King of Braves GaoGaiGar
Oshimeter
Synopsis
An alien crash landing nearly killed astronaut Guy Shishio — and turned him into a cyborg fused with alien technology, piloting a colossal robot named GaoGaiGar for a secret defense agency called 3G — and Tokyo keeps getting attacked by creatures called Zonders that hijack humans and turn them into mechanical monsters. The twist that makes this show interesting: a 9-year-old kid named Mamoru is the only person who can actually purify those monsters back to normal, so this hardened cyborg warrior needs a grade-schooler on his team to finish the job. It's a genuinely clever setup that keeps the action from feeling mindless. The mecha combat itself is built around an elaborate fusion sequence where multiple machines combine to form GaoGaiGar, and the show leans fully into the spectacle of that — big, loud, and unapologetically committed to the bit. The soundtrack matches the energy, with an opening theme that will be stuck in your head for days. If you grew up on Transformers and want something with that same Saturday morning spirit but with a more serialized story underneath, this delivers. It sits in a different lane from something like Neon Genesis Evangelion — less existential dread, more fist-pumping courage — but it has more emotional depth than its surface suggests. Sunrise made 49 episodes of this in 1997, and the conviction never wavers. Worth the time if you like your giant robots earnest.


=== What to do ===
Only the text belongs in the copy: repeat each record exactly, without pictures.

(Saved entries)
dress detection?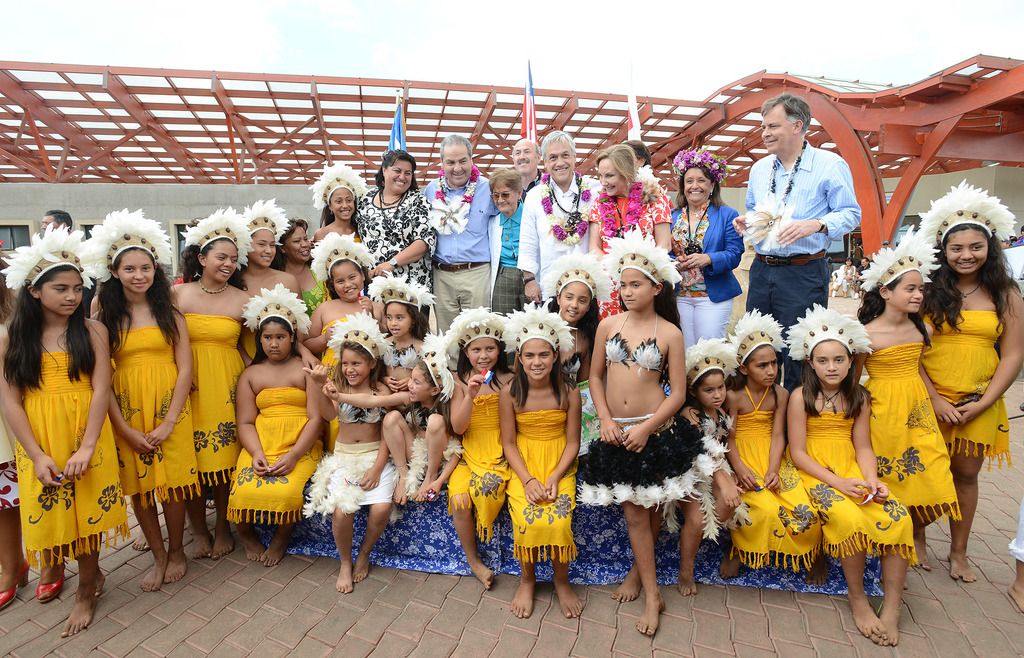
rect(110, 322, 204, 507)
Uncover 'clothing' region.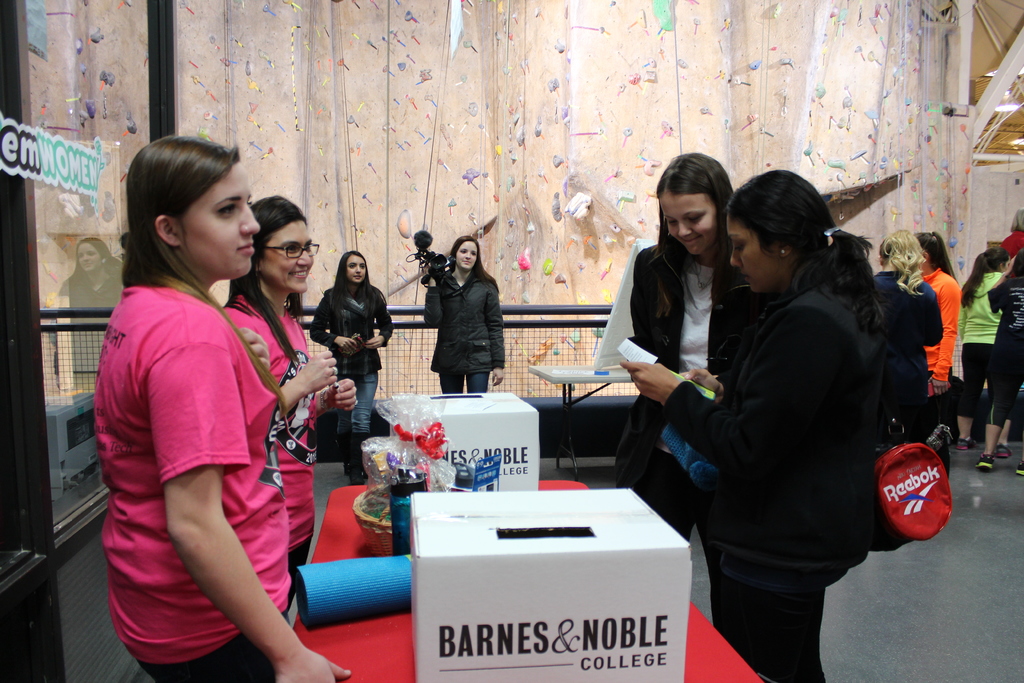
Uncovered: left=863, top=265, right=942, bottom=401.
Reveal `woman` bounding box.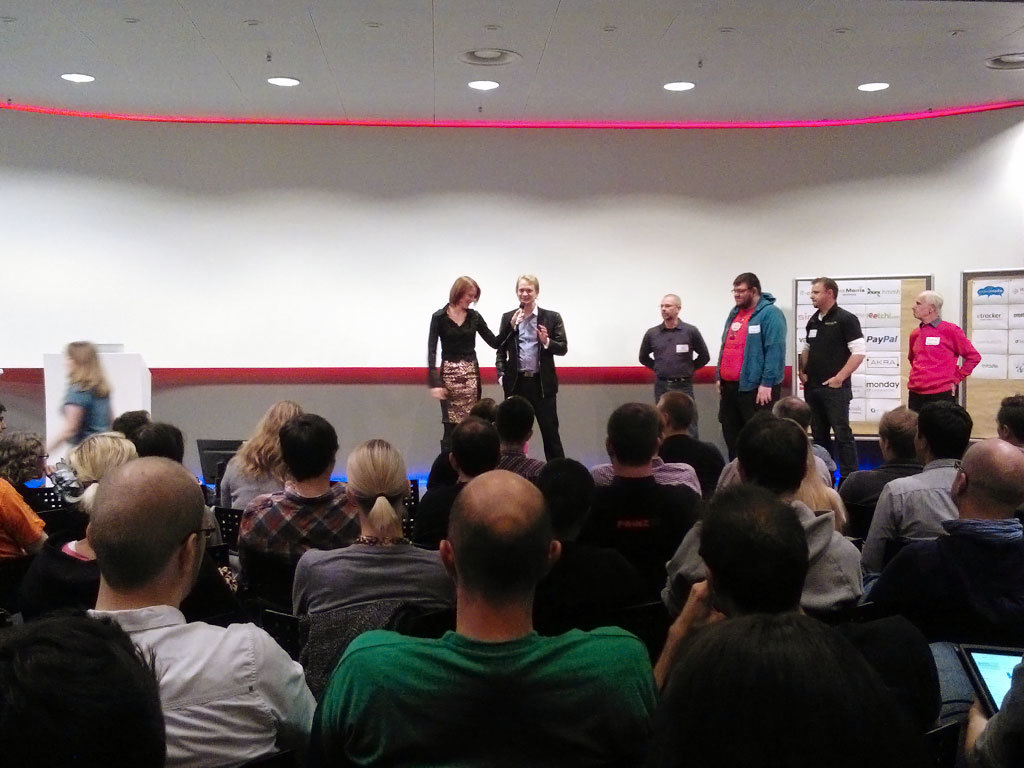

=== Answer to this exercise ===
dress detection?
rect(110, 322, 204, 507)
Uncover 'clothing' region.
Uncovered: left=863, top=265, right=942, bottom=401.
Reveal `woman` bounding box.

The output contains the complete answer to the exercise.